While cryptocurrency-based crime reached historical highs in 2021, it pales in comparison to overall adoption increases, a draft of Chainalysis’ 2022 Crypto Crime Report shows.
Addresses identified as illicit by Chainalysis received $14 billion in 2021, nearly double the $7.8 billion seen in 2020. There are a few caveats with those numbers, beginning with the fact that as time goes on, the firm improves its ability to identify suspect addresses and therefore provide more realistic estimations of criminal activity. The 2021 report originally stated 0.34 per cent of transaction volume was associated with criminal activity; that percentage has risen to 0.62 per cent.
More criminals are delving into cryptocurrencies for many reasons, to the tune of a 79 per cent increase over 2020. While significant, Chainalysis stated overall transaction volume during the same period was up more than 550 per cent, to $15.8 trillion, meaning illicit activity represents a shrinking amount of overall action.
As of last month transactions involving illicit addresses accounted for 0.15 per cent of crypto transaction volume in 2021, suggesting the activity is concentrated among a smaller number of actors. That rate should also rise as Chainalysis identifies more suspect accounts
“Still, the yearly trends suggest that with the exception of 2019 — an extreme outlier year for cryptocurrency-based crime largely due to the PlusToken Ponzi scheme — crime is becoming a smaller and smaller part of the cryptocurrency ecosystem,” Chainalsysis said in the draft report. “Law enforcement’s ability to combat cryptocurrency-based crime is also evolving.”
Decentralized finance (DeFi) is conducive to fraudulent activity, the report states. Scamming revenue was up 82 per cent to $7.8 billion of stolen crypto in 2021. Most of the increase over 2020, $2.8 billion-plus, came from rug pulls, which are seemingly legitimate crypto projects that end up with the founders taking the money and disappearing.
Most of the funds lost to rug pulls, around 90 per cent, were associated with the Thodex exchange, Chainalysis said. After its CEO stopped depositors from taking money out they disappeared.
Every other rug pull tracked by Chainalysis in 2021 was tied to a DeFi project, and Chainalysis lists two reasons. The first is people are flocking to the hype and are speculating. It is also easy for the technically capable to create DeFi tokens and list them on exchanges.
Cryptocurrency theft more than quintupled in 2021 to $3.2 billion, with roughly $2.2 billion ripped off from DeFi protocols. A main reason were errors in smart contract codes that allowed for thefts and rug pulls.
The solution? One aspect is better communication, Chainalysis believes. All stakeholders must do a better job of letting everyone know about scam projects.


What is needed ▸ Each line of the listing that includes "pixels" should be reported.

Exercise input ▸

^^^^

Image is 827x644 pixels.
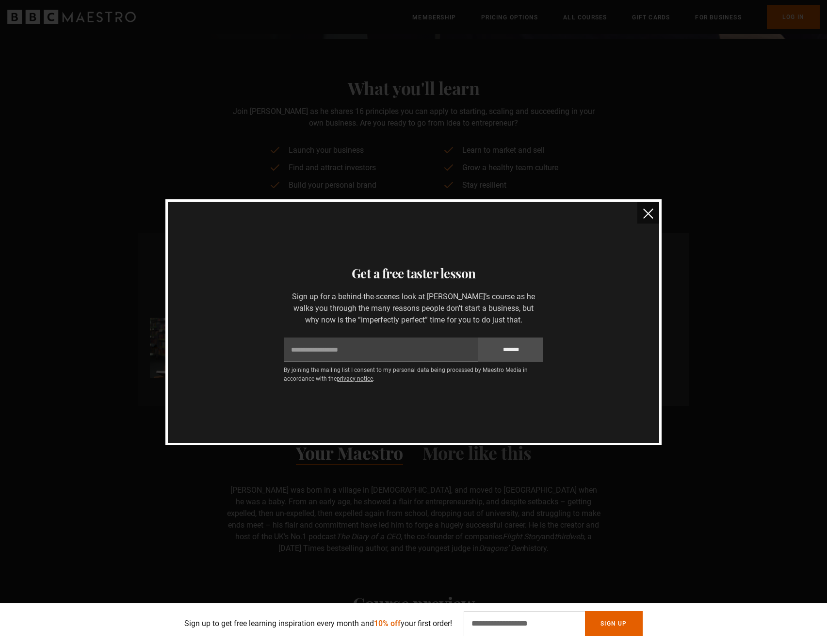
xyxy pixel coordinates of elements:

^^^^

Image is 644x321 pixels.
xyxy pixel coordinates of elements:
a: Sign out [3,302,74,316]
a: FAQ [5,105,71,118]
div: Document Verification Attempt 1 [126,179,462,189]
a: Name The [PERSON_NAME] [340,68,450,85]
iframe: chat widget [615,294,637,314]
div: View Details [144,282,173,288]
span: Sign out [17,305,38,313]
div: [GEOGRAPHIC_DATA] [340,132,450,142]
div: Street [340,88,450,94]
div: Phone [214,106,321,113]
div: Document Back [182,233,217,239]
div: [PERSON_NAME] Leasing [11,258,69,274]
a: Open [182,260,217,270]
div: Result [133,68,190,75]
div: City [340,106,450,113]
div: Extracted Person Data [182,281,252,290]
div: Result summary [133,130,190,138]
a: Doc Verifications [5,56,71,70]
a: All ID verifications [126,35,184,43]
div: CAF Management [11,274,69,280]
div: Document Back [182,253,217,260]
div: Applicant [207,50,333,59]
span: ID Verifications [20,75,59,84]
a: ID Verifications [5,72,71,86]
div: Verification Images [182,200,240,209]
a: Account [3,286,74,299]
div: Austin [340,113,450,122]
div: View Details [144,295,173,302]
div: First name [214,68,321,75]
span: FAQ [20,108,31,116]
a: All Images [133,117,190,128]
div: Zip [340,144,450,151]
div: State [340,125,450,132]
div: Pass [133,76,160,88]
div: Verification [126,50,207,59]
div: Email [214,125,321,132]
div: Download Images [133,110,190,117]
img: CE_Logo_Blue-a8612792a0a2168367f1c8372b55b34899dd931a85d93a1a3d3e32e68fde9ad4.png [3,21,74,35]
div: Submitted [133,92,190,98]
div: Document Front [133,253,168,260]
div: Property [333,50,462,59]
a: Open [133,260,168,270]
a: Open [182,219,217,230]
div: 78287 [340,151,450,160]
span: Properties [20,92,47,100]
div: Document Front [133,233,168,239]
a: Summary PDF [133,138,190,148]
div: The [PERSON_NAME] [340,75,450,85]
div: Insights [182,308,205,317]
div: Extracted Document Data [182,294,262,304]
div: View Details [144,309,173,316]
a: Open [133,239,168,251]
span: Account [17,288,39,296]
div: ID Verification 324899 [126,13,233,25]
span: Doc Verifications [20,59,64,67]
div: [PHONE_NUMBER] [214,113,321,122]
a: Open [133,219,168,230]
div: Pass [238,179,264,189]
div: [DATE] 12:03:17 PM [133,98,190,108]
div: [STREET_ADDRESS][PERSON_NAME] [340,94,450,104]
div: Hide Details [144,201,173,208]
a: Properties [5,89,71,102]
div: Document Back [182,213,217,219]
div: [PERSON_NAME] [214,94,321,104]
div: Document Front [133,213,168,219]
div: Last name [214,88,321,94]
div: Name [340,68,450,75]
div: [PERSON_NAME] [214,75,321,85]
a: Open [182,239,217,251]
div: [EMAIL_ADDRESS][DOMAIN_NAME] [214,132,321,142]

^^^^

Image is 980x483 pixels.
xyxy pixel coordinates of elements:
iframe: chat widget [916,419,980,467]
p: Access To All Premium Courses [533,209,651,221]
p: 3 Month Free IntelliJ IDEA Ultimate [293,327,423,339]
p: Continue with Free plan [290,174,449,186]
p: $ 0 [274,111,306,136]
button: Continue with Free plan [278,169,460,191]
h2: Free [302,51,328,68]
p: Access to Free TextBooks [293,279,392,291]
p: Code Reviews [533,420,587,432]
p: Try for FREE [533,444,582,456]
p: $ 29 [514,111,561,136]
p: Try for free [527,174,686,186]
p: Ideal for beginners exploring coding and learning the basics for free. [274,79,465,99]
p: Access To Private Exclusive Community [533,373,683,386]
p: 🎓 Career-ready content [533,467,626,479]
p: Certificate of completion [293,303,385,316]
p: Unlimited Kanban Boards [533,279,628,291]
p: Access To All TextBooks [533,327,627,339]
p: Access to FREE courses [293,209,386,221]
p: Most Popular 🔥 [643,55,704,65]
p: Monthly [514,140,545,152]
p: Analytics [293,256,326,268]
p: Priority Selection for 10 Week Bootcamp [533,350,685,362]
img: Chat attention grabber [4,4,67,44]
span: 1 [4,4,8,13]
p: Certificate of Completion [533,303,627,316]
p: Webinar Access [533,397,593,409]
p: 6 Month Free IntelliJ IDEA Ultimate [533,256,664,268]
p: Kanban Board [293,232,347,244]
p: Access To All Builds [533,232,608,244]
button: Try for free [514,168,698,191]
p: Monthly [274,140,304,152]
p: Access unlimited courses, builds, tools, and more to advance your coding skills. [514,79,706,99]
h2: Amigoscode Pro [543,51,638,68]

^^^^

Completed task ▸
Image is 827x644 pixels.
Image is 644x321 pixels.
Image is 980x483 pixels.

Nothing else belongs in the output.